Supplied data:
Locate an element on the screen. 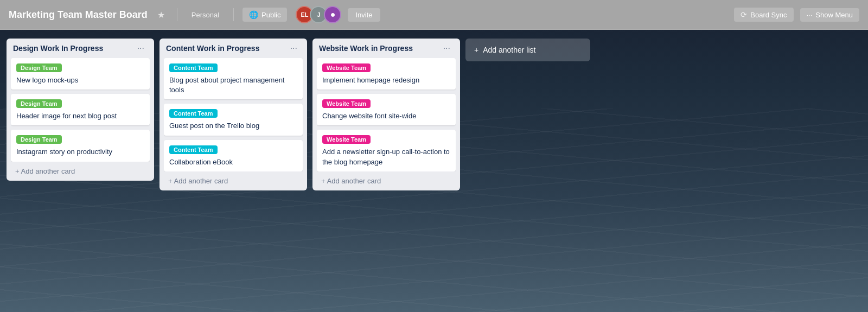  add-list-button: + Add another list is located at coordinates (528, 50).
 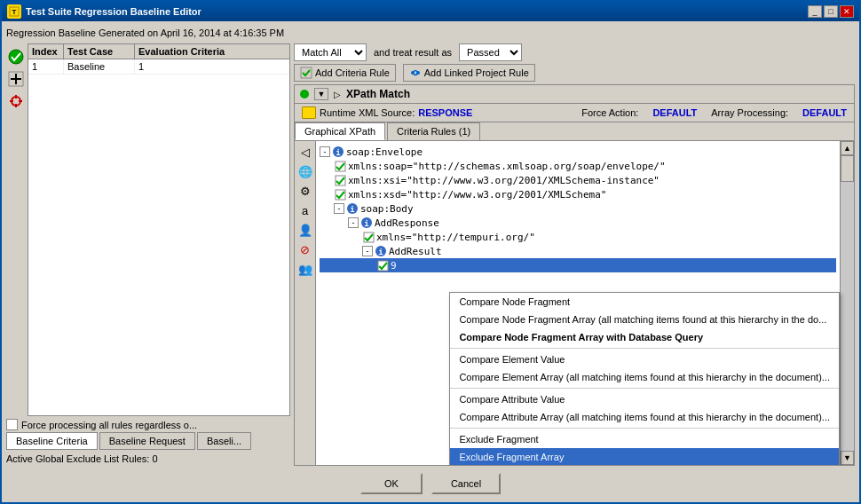 What do you see at coordinates (148, 424) in the screenshot?
I see `force-processing-row: Force processing all rules regardless o.…` at bounding box center [148, 424].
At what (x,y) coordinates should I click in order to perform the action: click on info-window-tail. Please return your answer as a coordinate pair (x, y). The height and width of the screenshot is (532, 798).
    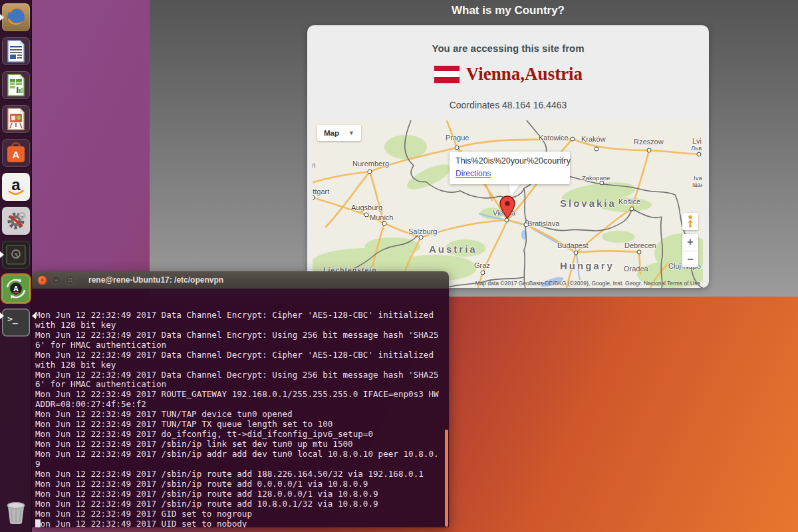
    Looking at the image, I should click on (515, 190).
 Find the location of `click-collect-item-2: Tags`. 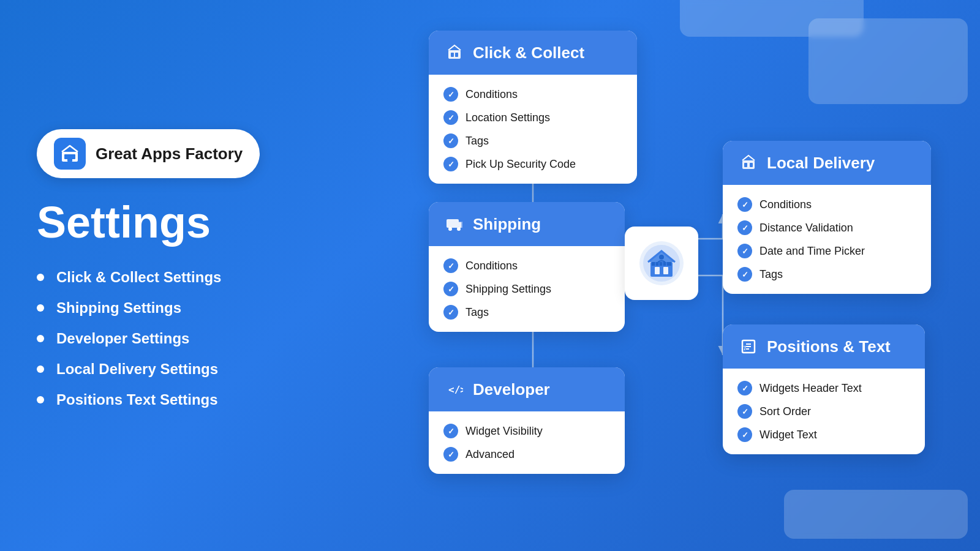

click-collect-item-2: Tags is located at coordinates (533, 141).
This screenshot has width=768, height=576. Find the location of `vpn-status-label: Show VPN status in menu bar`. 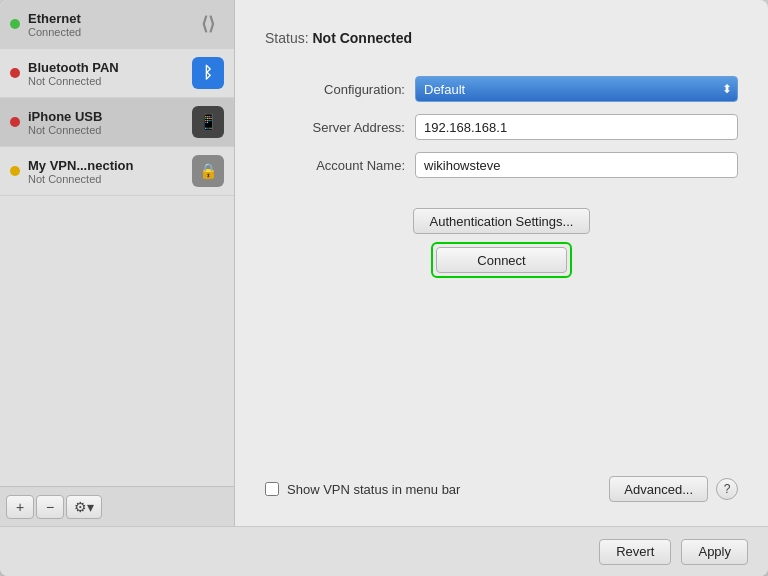

vpn-status-label: Show VPN status in menu bar is located at coordinates (374, 490).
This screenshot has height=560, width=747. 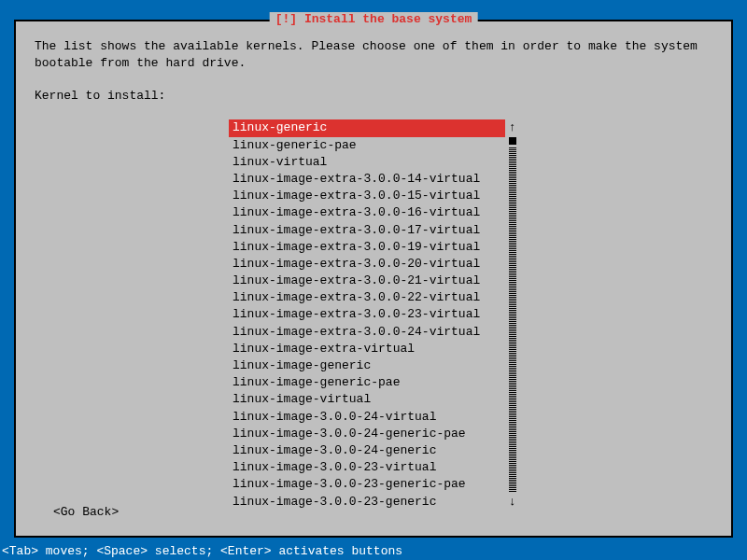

Action item:
Starting at the line that holds "This screenshot has width=768, height=576.", reproduce each line through the last one of the listing, and nothing more; the pictures stay out.

Answer below:
This screenshot has width=768, height=576. Find the location of `vpn-status-label: Show VPN status in menu bar`. 

vpn-status-label: Show VPN status in menu bar is located at coordinates (374, 490).
This screenshot has height=560, width=747. 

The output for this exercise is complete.